Why This Matters for Tree Owners in NEA
The storm history of Craighead and Greene counties directly informs how homeowners should think about their trees. The question in Jonesboro is not whether a major tornado will affect the area again — history shows these events occur on a roughly decadal cycle at minimum. The question is whether the trees near your home will fail when that event arrives.
Three practical takeaways:
- Pre-storm preparation: Trees that are professionally thinned and deadwooded have substantially lower wind resistance and failure rates in tornado events. Annual inspections for large trees near structures are a worthwhile investment.
- Species selection matters: Water oak, hackberry, and Bradford pear — all extremely common in NEA — are the three most failure-prone species in the region. Awareness of what you have determines your risk level.
- Insurance documentation: Keep dated photos of all trees near your home. When a tornado causes tree damage to a structure, documentation of the tree's condition before the event can be valuable in insurance negotiations.
Concerned about trees near your home in a tornado zone?
Call (870) 555-0147 — Free AssessmentData Sources & Verification
All storm event data on this page is sourced from the NOAA National Centers for Environmental Information (NCEI) Storm Events Database, accessible at ncei.noaa.gov/stormevents. Query Craighead County AR or Greene County AR under Event Type: Tornado, Thunderstorm Wind, or Hail to access historical records.

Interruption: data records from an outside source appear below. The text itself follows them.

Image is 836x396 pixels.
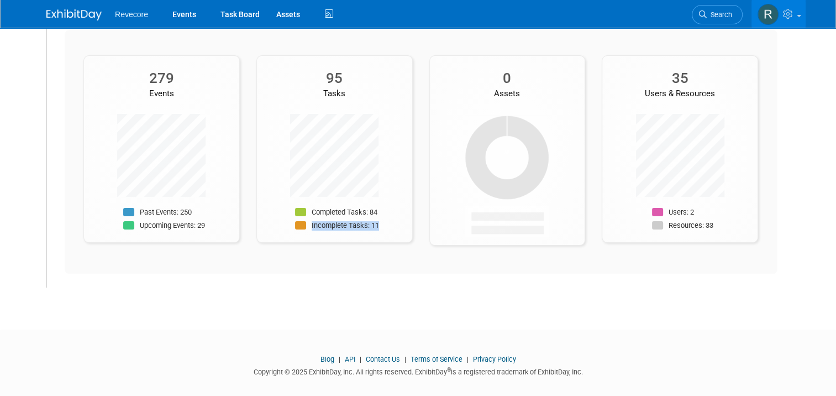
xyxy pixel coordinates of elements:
a: Search [692,5,743,24]
div: 95 [257,70,412,87]
a: Contact Us [366,355,400,363]
span: Revecore [115,10,148,19]
div: 35 [603,70,758,87]
a: Privacy Policy [473,355,516,363]
p: Resources: 33 [669,221,714,231]
span: | [357,355,364,363]
span: | [402,355,409,363]
p: Completed Tasks: 84 [312,208,378,217]
p: Upcoming Events: 29 [140,221,205,231]
p: Incomplete Tasks: 11 [312,221,379,231]
a: API [345,355,355,363]
p: Past Events: 250 [140,208,192,217]
a: Terms of Service [411,355,463,363]
img: Rachael Sires [758,4,779,25]
a: Blog [321,355,334,363]
p: Users: 2 [669,208,694,217]
div: 279 [84,70,239,87]
div: Assets [430,88,585,99]
sup: ® [447,366,451,373]
img: ExhibitDay [46,9,102,20]
span: | [464,355,472,363]
div: Users & Resources [603,88,758,99]
div: 0 [430,70,585,87]
span: Search [707,11,732,19]
div: Events [84,88,239,99]
span: | [336,355,343,363]
div: Tasks [257,88,412,99]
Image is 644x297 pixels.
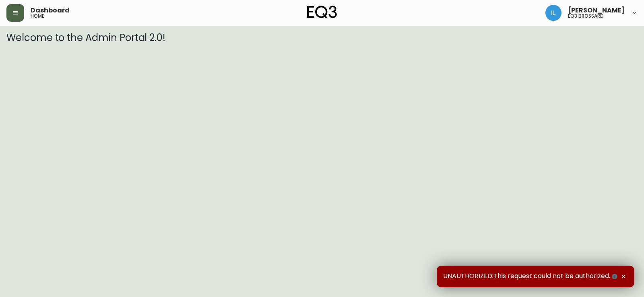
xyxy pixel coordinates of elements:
[545,5,561,21] img: 998f055460c6ec1d1452ac0265469103
[568,7,625,14] span: [PERSON_NAME]
[443,272,619,281] span: UNAUTHORIZED:This request could not be authorized.
[31,7,69,14] span: Dashboard
[307,6,337,19] img: logo
[6,32,637,44] h3: Welcome to the Admin Portal 2.0!
[31,14,44,19] h5: home
[568,14,604,19] h5: eq3 brossard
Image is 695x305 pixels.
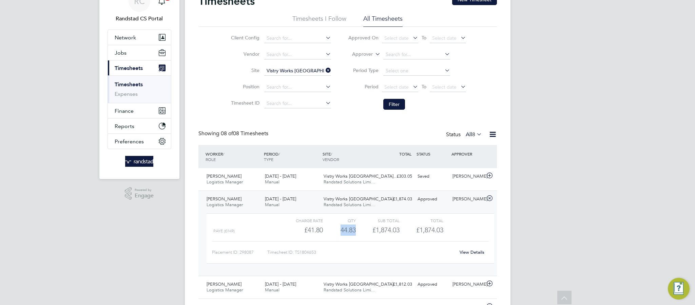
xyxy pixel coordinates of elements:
[229,100,259,106] label: Timesheet ID
[108,75,171,103] div: Timesheets
[264,82,331,92] input: Search for...
[415,148,450,160] div: STATUS
[384,84,409,90] span: Select date
[324,173,398,179] span: Vistry Works [GEOGRAPHIC_DATA]…
[415,193,450,204] div: Approved
[115,108,134,114] span: Finance
[115,65,143,71] span: Timesheets
[265,179,279,184] span: Manual
[460,249,484,255] a: View Details
[279,224,323,235] div: £41.80
[207,287,243,292] span: Logistics Manager
[229,35,259,41] label: Client Config
[415,171,450,182] div: Saved
[108,15,171,23] span: Randstad CS Portal
[265,173,296,179] span: [DATE] - [DATE]
[262,148,321,165] div: PERIOD
[348,83,378,90] label: Period
[399,151,411,156] span: TOTAL
[324,179,375,184] span: Randstad Solutions Limi…
[323,216,356,224] div: QTY
[213,228,235,233] span: PAYE (£/HR)
[221,130,233,137] span: 08 of
[384,35,409,41] span: Select date
[221,130,268,137] span: 08 Timesheets
[207,179,243,184] span: Logistics Manager
[420,33,428,42] span: To
[135,193,154,198] span: Engage
[363,15,403,27] li: All Timesheets
[207,201,243,207] span: Logistics Manager
[206,156,216,162] span: ROLE
[342,51,373,58] label: Approver
[115,81,143,87] a: Timesheets
[115,138,144,144] span: Preferences
[379,193,415,204] div: £1,874.03
[324,287,375,292] span: Randstad Solutions Limi…
[348,35,378,41] label: Approved On
[265,287,279,292] span: Manual
[198,130,270,137] div: Showing
[466,131,482,138] label: All
[323,156,339,162] span: VENDOR
[432,35,456,41] span: Select date
[450,148,485,160] div: APPROVER
[115,50,126,56] span: Jobs
[125,187,154,200] a: Powered byEngage
[383,99,405,110] button: Filter
[207,196,241,201] span: [PERSON_NAME]
[416,226,443,234] span: £1,874.03
[264,50,331,59] input: Search for...
[108,134,171,149] button: Preferences
[331,151,332,156] span: /
[668,277,689,299] button: Engage Resource Center
[212,247,267,257] div: Placement ID: 298087
[279,216,323,224] div: Charge rate
[399,216,443,224] div: Total
[108,30,171,45] button: Network
[204,148,262,165] div: WORKER
[348,67,378,73] label: Period Type
[115,123,134,129] span: Reports
[323,224,356,235] div: 44.83
[356,224,399,235] div: £1,874.03
[383,66,450,76] input: Select one
[108,156,171,167] a: Go to home page
[115,91,138,97] a: Expenses
[264,66,331,76] input: Search for...
[278,151,280,156] span: /
[321,148,379,165] div: SITE
[379,171,415,182] div: £303.05
[135,187,154,193] span: Powered by
[108,103,171,118] button: Finance
[264,34,331,43] input: Search for...
[450,193,485,204] div: [PERSON_NAME]
[450,278,485,290] div: [PERSON_NAME]
[446,130,483,139] div: Status
[207,281,241,287] span: [PERSON_NAME]
[383,50,450,59] input: Search for...
[432,84,456,90] span: Select date
[108,45,171,60] button: Jobs
[267,247,455,257] div: Timesheet ID: TS1804653
[115,34,136,41] span: Network
[265,281,296,287] span: [DATE] - [DATE]
[229,67,259,73] label: Site
[265,196,296,201] span: [DATE] - [DATE]
[125,156,153,167] img: randstad-logo-retina.png
[450,171,485,182] div: [PERSON_NAME]
[229,83,259,90] label: Position
[264,99,331,108] input: Search for...
[415,278,450,290] div: Approved
[223,151,224,156] span: /
[356,216,399,224] div: Sub Total
[229,51,259,57] label: Vendor
[324,201,375,207] span: Randstad Solutions Limi…
[292,15,346,27] li: Timesheets I Follow
[265,201,279,207] span: Manual
[324,196,398,201] span: Vistry Works [GEOGRAPHIC_DATA]…
[108,60,171,75] button: Timesheets
[379,278,415,290] div: £1,812.03
[324,281,398,287] span: Vistry Works [GEOGRAPHIC_DATA]…
[264,156,273,162] span: TYPE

Property damage figures from tornado events represent preliminary NOAA-recorded estimates and may differ from final insurance or government damage assessments. Wind speed estimates for historic tornadoes are Enhanced Fujita Scale post-event assessments by National Weather Service survey teams.
NEA Tree Storm Risk — Free Assessment
If you have trees near your home and want a professional assessment before the next storm season, call to connect with a licensed local arborist.